Orphic Hymn to Law
tr. by Thomas Taylor
The holy king of Gods and men I call,
Celestial Law, the righteous seal of all;
The seal which stamps whate'er the earth contains,
Nature's firm basis, and the liquid plains:
Stable, and starry, of harmonious frame,
Preserving laws eternally the same:
Thy all-composing pow'r in heaven appears,
Connects its frame, and props the starry spheres;
And shakes weak Envy with tremendous sound,
Toss'd by thy arm in giddy whirls around.
'Tis thine, the life of mortals to defend,
And crown existence with a blessed end;
For thy command and alone, of all that lives
Order and rule to ev'ry dwelling gives:
Ever observant of the upright mind,
And of just actions the companion kind;
Foe to the lawless, with avenging ire,
Their steps involving in destruction dire.
Come, bless, abundant pow'r, whom all revere,
By all desir'd, with favr'ing mind draw near;
Give me thro' life, on thee to fix my fight,
And ne'er forsake the equal paths of right.
Thomas Taylor was the most notable British Neoplatonist of the eighteenth and nineteenth centuries; this is from his translation of the Hymns of Orpheus. To say that Taylor was philhellenic is an understatement -- he and his wife only spoke to each other in classical Greek, and he translated a vast number of Greek works. William Axon wrote a short article in 1890 summarizing his life, Thomas Taylor, the Platonist.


What to produce —
Reproduce exactly the line with "What elements are" and every line that follows it below, up to and including the last one. Do not include pictures or anything else.

Extracted records —
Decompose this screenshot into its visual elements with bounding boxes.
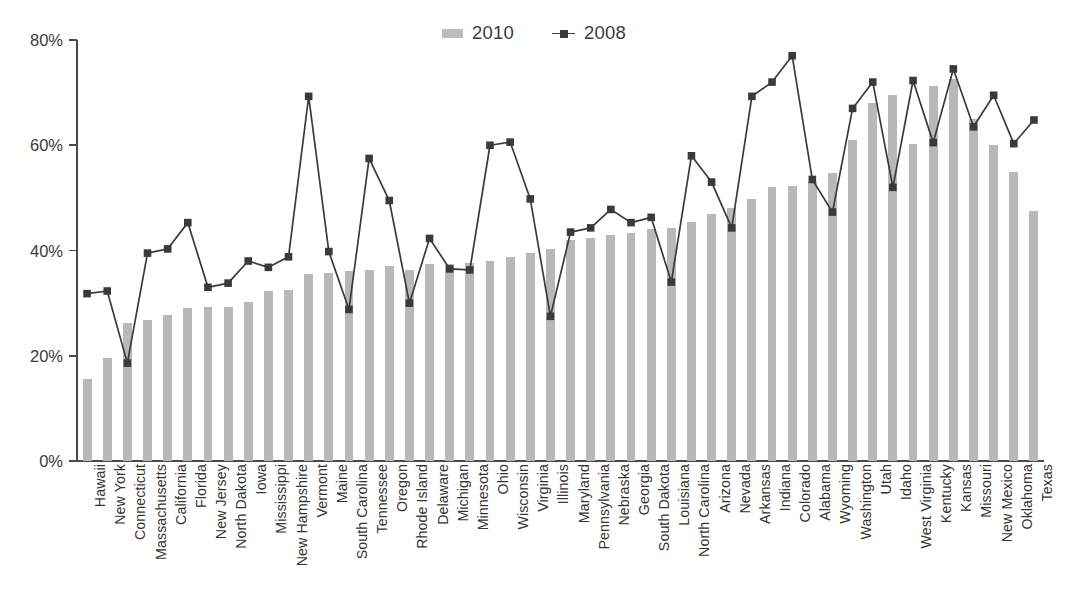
line-marker: Georgia: 45.3%: [627, 219, 635, 227]
line-marker: Maryland: 43.5%: [567, 228, 575, 236]
x-axis-tick-label: Missouri: [978, 464, 994, 518]
line-marker: Arizona: 53%: [708, 178, 716, 186]
x-axis-tick-label: Nevada: [737, 464, 753, 514]
line-marker: New Hampshire: 38.8%: [285, 253, 293, 261]
y-axis-tick: [69, 144, 77, 146]
x-axis-tick-label: Connecticut: [132, 464, 148, 540]
line-marker-swatch-icon: [552, 28, 575, 39]
chart-container: 2010 2008 0%20%40%60%80% Hawaii: 31.8%Ne…: [0, 0, 1068, 608]
bar-swatch-icon: [442, 29, 463, 38]
x-axis-tick-label: Michigan: [455, 464, 471, 522]
line-marker: Utah: 72%: [869, 78, 877, 86]
x-axis-tick-label: Nebraska: [616, 464, 632, 526]
x-axis-tick-label: Washington: [858, 464, 874, 539]
x-axis-tick-label: New York: [112, 464, 128, 525]
x-axis-tick-label: West Virginia: [918, 464, 934, 548]
x-axis-tick-label: South Carolina: [354, 464, 370, 559]
x-axis-labels: HawaiiNew YorkConnecticutMassachusettsCa…: [77, 464, 1044, 604]
y-axis-tick: [69, 460, 77, 462]
line-marker: North Dakota: 33.8%: [224, 279, 232, 287]
line-marker: Hawaii: 31.8%: [83, 290, 91, 298]
x-axis-tick-label: Vermont: [314, 464, 330, 518]
line-marker: California: 40.3%: [164, 245, 172, 253]
y-axis-tick: [69, 355, 77, 357]
line-marker: New Jersey: 33%: [204, 284, 212, 292]
line-marker: Washington: 67%: [849, 105, 857, 113]
y-axis-tick: [69, 250, 77, 252]
x-axis-tick-label: Massachusetts: [153, 464, 169, 560]
x-axis-tick-label: Delaware: [435, 464, 451, 525]
x-axis-tick-label: Rhode Island: [414, 464, 430, 549]
line-marker: New Mexico: 69.5%: [990, 91, 998, 99]
line-marker: Idaho: 52%: [889, 184, 897, 192]
x-axis-tick-label: South Dakota: [656, 464, 672, 551]
x-axis-tick-label: Arizona: [717, 464, 733, 513]
line-marker: Massachusetts: 39.5%: [144, 249, 152, 257]
x-axis-tick-label: Arkansas: [757, 464, 773, 524]
x-axis-tick-label: New Jersey: [213, 464, 229, 539]
x-axis-tick-label: Georgia: [636, 464, 652, 515]
x-axis-tick-label: Ohio: [495, 464, 511, 494]
line-marker: Missouri: 63.5%: [970, 123, 978, 131]
x-axis-tick-label: Alabama: [817, 464, 833, 521]
line-marker: Connecticut: 18.6%: [124, 359, 132, 367]
x-axis-tick-label: Idaho: [898, 464, 914, 500]
x-axis-tick-label: Hawaii: [92, 464, 108, 507]
line-marker: Ohio: 60%: [486, 141, 494, 149]
y-axis-tick-label: 0%: [39, 452, 63, 471]
line-marker: Nebraska: 47.8%: [607, 206, 615, 214]
x-axis-tick-label: Pennsylvania: [596, 464, 612, 550]
line-marker: Iowa: 38%: [244, 257, 252, 265]
line-marker: Mississippi: 36.8%: [265, 264, 273, 272]
x-axis-tick-label: California: [173, 464, 189, 525]
line-path: [87, 56, 1034, 363]
line-marker: North Carolina: 58%: [688, 152, 696, 160]
x-axis-tick-label: Oregon: [394, 464, 410, 512]
line-marker: South Dakota: 46.3%: [647, 214, 655, 222]
x-axis-tick-label: Florida: [193, 464, 209, 508]
line-marker: Delaware: 42.3%: [426, 235, 434, 243]
y-axis-tick-label: 60%: [30, 136, 63, 155]
line-marker: Texas: 64.8%: [1030, 116, 1038, 124]
x-axis-tick-label: North Carolina: [696, 464, 712, 557]
line-marker: Kansas: 74.5%: [950, 65, 958, 73]
y-axis-tick-label: 80%: [30, 31, 63, 50]
line-series-2008: Hawaii: 31.8%New York: 32.3%Connecticut:…: [77, 40, 1044, 461]
line-marker: South Carolina: 28.8%: [345, 306, 353, 314]
line-marker: Maine: 39.8%: [325, 248, 333, 256]
line-marker: Vermont: 69.3%: [305, 93, 313, 101]
x-axis-tick-label: Utah: [878, 464, 894, 494]
line-marker: Rhode Island: 30%: [406, 299, 414, 307]
x-axis-tick-label: Indiana: [777, 464, 793, 511]
x-axis-tick-label: Maryland: [576, 464, 592, 523]
x-axis-tick-label: Wisconsin: [515, 464, 531, 530]
x-axis-tick-label: Tennessee: [374, 464, 390, 534]
line-marker: Indiana: 72%: [768, 78, 776, 86]
x-axis-tick-label: Wyoming: [837, 464, 853, 524]
line-marker: Kentucky: 60.5%: [929, 139, 937, 147]
x-axis-tick-label: Louisiana: [676, 464, 692, 526]
x-axis-tick-label: Kansas: [958, 464, 974, 512]
y-axis-tick-label: 40%: [30, 241, 63, 260]
line-marker: Arkansas: 69.3%: [748, 93, 756, 101]
x-axis-tick-label: Maine: [334, 464, 350, 503]
x-axis-tick-label: Illinois: [555, 464, 571, 504]
line-marker: Virginia: 49.8%: [526, 195, 534, 203]
x-axis-tick-label: Minnesota: [475, 464, 491, 530]
line-marker: Florida: 45.3%: [184, 219, 192, 227]
y-axis-tick-label: 20%: [30, 346, 63, 365]
line-marker: Alabama: 53.5%: [809, 176, 817, 184]
line-marker: Pennsylvania: 44.3%: [587, 224, 595, 232]
plot-area: 0%20%40%60%80% Hawaii: 31.8%New York: 32…: [77, 40, 1044, 461]
x-axis-tick-label: Iowa: [253, 464, 269, 494]
line-marker: New York: 32.3%: [103, 287, 111, 295]
x-axis-tick-label: Texas: [1039, 464, 1055, 502]
line-marker: West Virginia: 72.3%: [909, 77, 917, 85]
x-axis-tick-label: New Mexico: [999, 464, 1015, 542]
x-axis-tick-label: North Dakota: [233, 464, 249, 549]
x-axis-tick-label: Colorado: [797, 464, 813, 522]
x-axis-tick-label: Virginia: [535, 464, 551, 512]
line-marker: Nevada: 44.3%: [728, 224, 736, 232]
line-marker: Michigan: 36.5%: [446, 265, 454, 273]
line-marker: Wyoming: 47.3%: [829, 208, 837, 216]
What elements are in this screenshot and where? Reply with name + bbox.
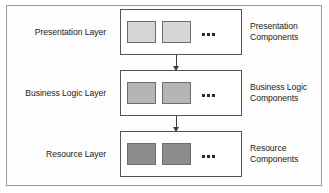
component-label-line1: Business Logic xyxy=(250,82,314,93)
arrow-business-to-resource xyxy=(172,116,181,132)
layer-label-business-logic: Business Logic Layer xyxy=(8,70,111,116)
component-label-line1: Resource xyxy=(250,143,314,154)
component-box[interactable] xyxy=(162,143,191,165)
layer-label-resource: Resource Layer xyxy=(8,131,111,177)
component-box[interactable] xyxy=(127,21,156,43)
arrow-presentation-to-business xyxy=(172,55,181,71)
component-label-line2: Components xyxy=(250,154,314,165)
component-label-presentation: Presentation Components xyxy=(250,9,314,55)
component-box[interactable] xyxy=(127,82,156,104)
ellipsis-icon xyxy=(202,94,215,97)
component-label-line2: Components xyxy=(250,93,314,104)
ellipsis-icon xyxy=(202,33,215,36)
component-label-line2: Components xyxy=(250,32,314,43)
component-group-resource xyxy=(127,138,215,169)
component-label-line1: Presentation xyxy=(250,21,314,32)
component-box[interactable] xyxy=(162,82,191,104)
diagram-canvas: Presentation Layer Presentation Componen… xyxy=(0,0,329,193)
layer-box-business-logic[interactable] xyxy=(120,70,242,116)
component-group-business-logic xyxy=(127,77,215,108)
component-label-business-logic: Business Logic Components xyxy=(250,70,314,116)
component-group-presentation xyxy=(127,16,215,47)
layer-box-presentation[interactable] xyxy=(120,9,242,55)
ellipsis-icon xyxy=(202,155,215,158)
layer-row-presentation: Presentation Layer Presentation Componen… xyxy=(8,9,308,55)
layer-row-business-logic: Business Logic Layer Business Logic Comp… xyxy=(8,70,308,116)
layer-row-resource: Resource Layer Resource Components xyxy=(8,131,308,177)
layer-label-presentation: Presentation Layer xyxy=(8,9,111,55)
layer-box-resource[interactable] xyxy=(120,131,242,177)
component-box[interactable] xyxy=(162,21,191,43)
component-label-resource: Resource Components xyxy=(250,131,314,177)
component-box[interactable] xyxy=(127,143,156,165)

Written response —
What elements are in this screenshot and where? Reply with name + bbox.
component-label-line1: Business Logic xyxy=(250,82,314,93)
arrow-business-to-resource xyxy=(172,116,181,132)
layer-label-business-logic: Business Logic Layer xyxy=(8,70,111,116)
component-label-line1: Resource xyxy=(250,143,314,154)
component-box[interactable] xyxy=(162,143,191,165)
layer-label-resource: Resource Layer xyxy=(8,131,111,177)
component-box[interactable] xyxy=(127,21,156,43)
arrow-presentation-to-business xyxy=(172,55,181,71)
component-label-line2: Components xyxy=(250,154,314,165)
component-label-presentation: Presentation Components xyxy=(250,9,314,55)
component-box[interactable] xyxy=(127,82,156,104)
ellipsis-icon xyxy=(202,94,215,97)
component-label-line2: Components xyxy=(250,93,314,104)
ellipsis-icon xyxy=(202,33,215,36)
component-label-line2: Components xyxy=(250,32,314,43)
component-group-resource xyxy=(127,138,215,169)
component-label-line1: Presentation xyxy=(250,21,314,32)
component-box[interactable] xyxy=(162,82,191,104)
diagram-canvas: Presentation Layer Presentation Componen… xyxy=(0,0,329,193)
layer-box-business-logic[interactable] xyxy=(120,70,242,116)
component-group-business-logic xyxy=(127,77,215,108)
component-label-business-logic: Business Logic Components xyxy=(250,70,314,116)
component-group-presentation xyxy=(127,16,215,47)
layer-box-presentation[interactable] xyxy=(120,9,242,55)
ellipsis-icon xyxy=(202,155,215,158)
layer-row-presentation: Presentation Layer Presentation Componen… xyxy=(8,9,308,55)
layer-row-business-logic: Business Logic Layer Business Logic Comp… xyxy=(8,70,308,116)
layer-row-resource: Resource Layer Resource Components xyxy=(8,131,308,177)
layer-label-presentation: Presentation Layer xyxy=(8,9,111,55)
layer-box-resource[interactable] xyxy=(120,131,242,177)
component-box[interactable] xyxy=(162,21,191,43)
component-label-resource: Resource Components xyxy=(250,131,314,177)
component-box[interactable] xyxy=(127,143,156,165)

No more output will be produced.